Once application developers discern that in order to have trust-worthy, dependable information flowing within their applications they need to mutually authenticate and authorize all exchange of messages …
Once they discern this … they are faced with some hard challenges …
To ensure that sensor readings and command acknowledgements sent by remote devices cannot be forged or tampered each device must possess unique cryptographic keys and credentials.
How should a system generate, deliver and store these UNIQUE credentials in a large fleet of thousands of devices?
Every IoT development team ends up hand rolling mechanisms for provisioning keys, activating devices and bootstrapping trust.
This is often a source of mistakes like default passwords or hard coded secrets.
Architects are faced with further daunting challenges if they wish to follow good security hygiene and make these device credentials short-lived, routable and revocable.
Teams shouldn’t have to design ad-hoc protocols for enrollment and access control in devices; they need simple and proven tools to safely manage keys and credentials at scale.
- The fourth common reason for weaknesses in connected applications is the lack of end-to-end safety for messages at the application layer
To protect en-route messages against eavesdropping, tampering, and forgery … we usually need a cryptographic secure channel protocol.
Most IoT message transport protocols support some way to establish a secure channel.
However, such secure channel protocols have traditionally been tightly coupled to their corresponding transport protocols.
Their security guarantees are limited by the length and duration of a single transport layer connection.
This constraint, often leads to application architectures that violate the foundational security principle of least privilege ... exposing applications to a vulnerability and liability surface that is a lot bigger than it needs to be.
It is common, for messages in intelligent, connected applications, to traverse a complex path that isn’t a simple point-to-point transport protocol connection.
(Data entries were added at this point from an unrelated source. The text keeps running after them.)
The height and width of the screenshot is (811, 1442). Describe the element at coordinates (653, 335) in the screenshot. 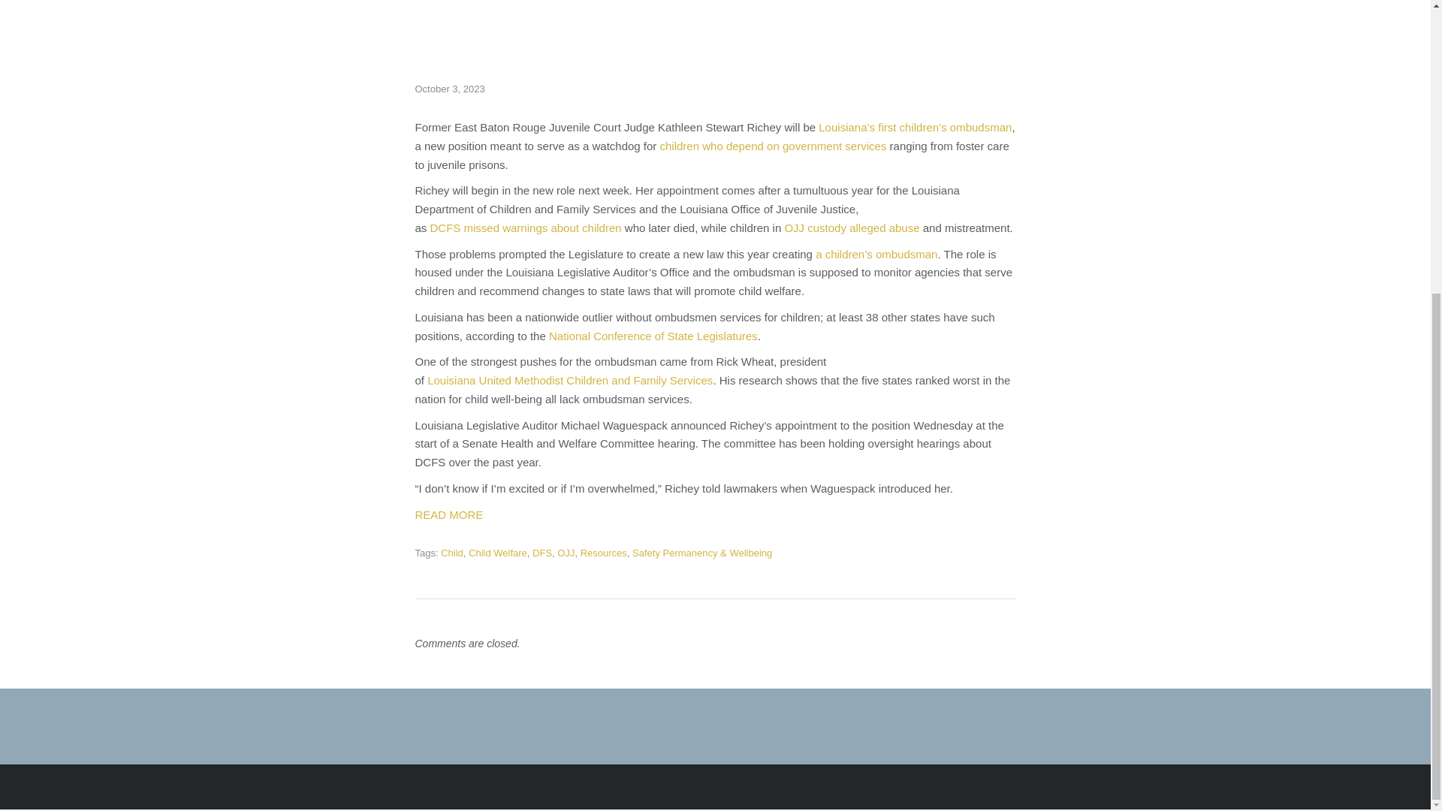

I see `National Conference of State Legislatures` at that location.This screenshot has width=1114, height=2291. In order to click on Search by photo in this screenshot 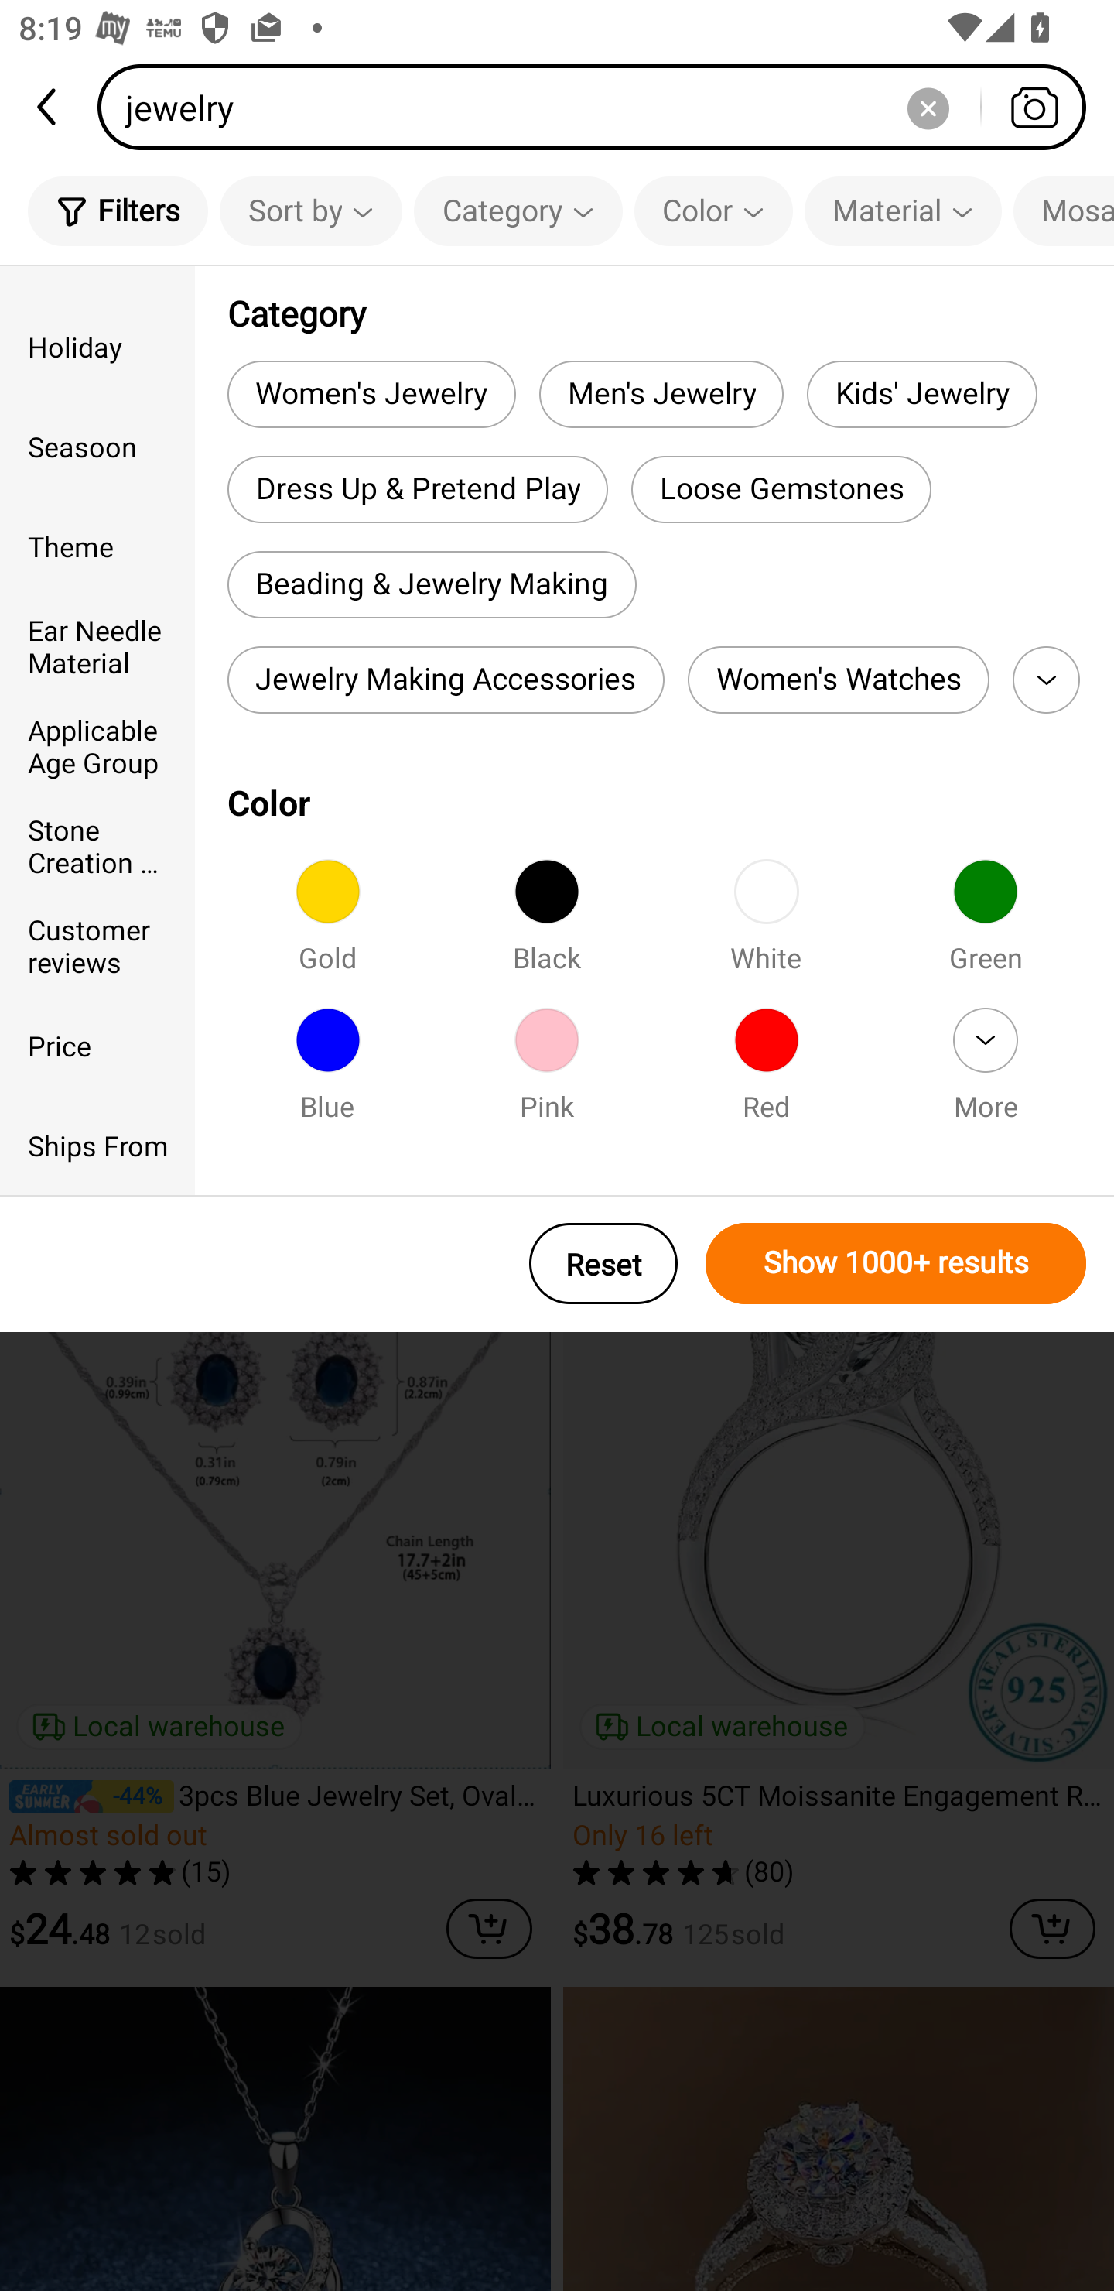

To support occasionally connected devices, low power radio protocols and containerized microservices... messages usually travel via a number of message queues and caches, often over a series of network layer connections… before reaching their end destination.
Since, the protections offered by traditional secure channel protocols are limited by the length and duration of a point-to-point transport connection these traditional protocols are unable to keep our application messages safe along their entire path.
A compromise of a third party cloud service, or a network intermediary or low power radio gateway can cause our application data and commands… to be snooped on, tampered or forged.
Secure, Private and Dependable connected applications, instead… need end-to-end trust in application layer messages … they need end-to-end encrypted secure channels.
To summarize: Implicit trust in network boundaries, lack of mutual, end-to-end trust in information and commands that are exchanged at the application layer, and poor management of credentials - are the root causes that are holding back developers from building and scaling... secure, private and dependable connected applications.
At Ockam, we’ve built … easy to use, open source programming libraries and protocols … that make it simple to tackle all of these core challenges.
We’ve made it simple, for you, to build dependable connected applications that place zero trust in network boundaries and third party infrastructure.
Applications that safely exchange credentials to provide granular, attribute based, privacy preserving, policy driven, access control over connected machines to your users.
Applications .... that communicate Securely and privately using end-to-end encrypted, mutually authenticated channels
Applications that embrace the principle of least privilege and can be dependable parts of a future with autonomous systems.
If you're interested in learning more about Ockam's approach to Secure Messaging, we're discussing our protocols and architecture openly on the Ockam Proposals repository and on Ockam Discussions, come join us.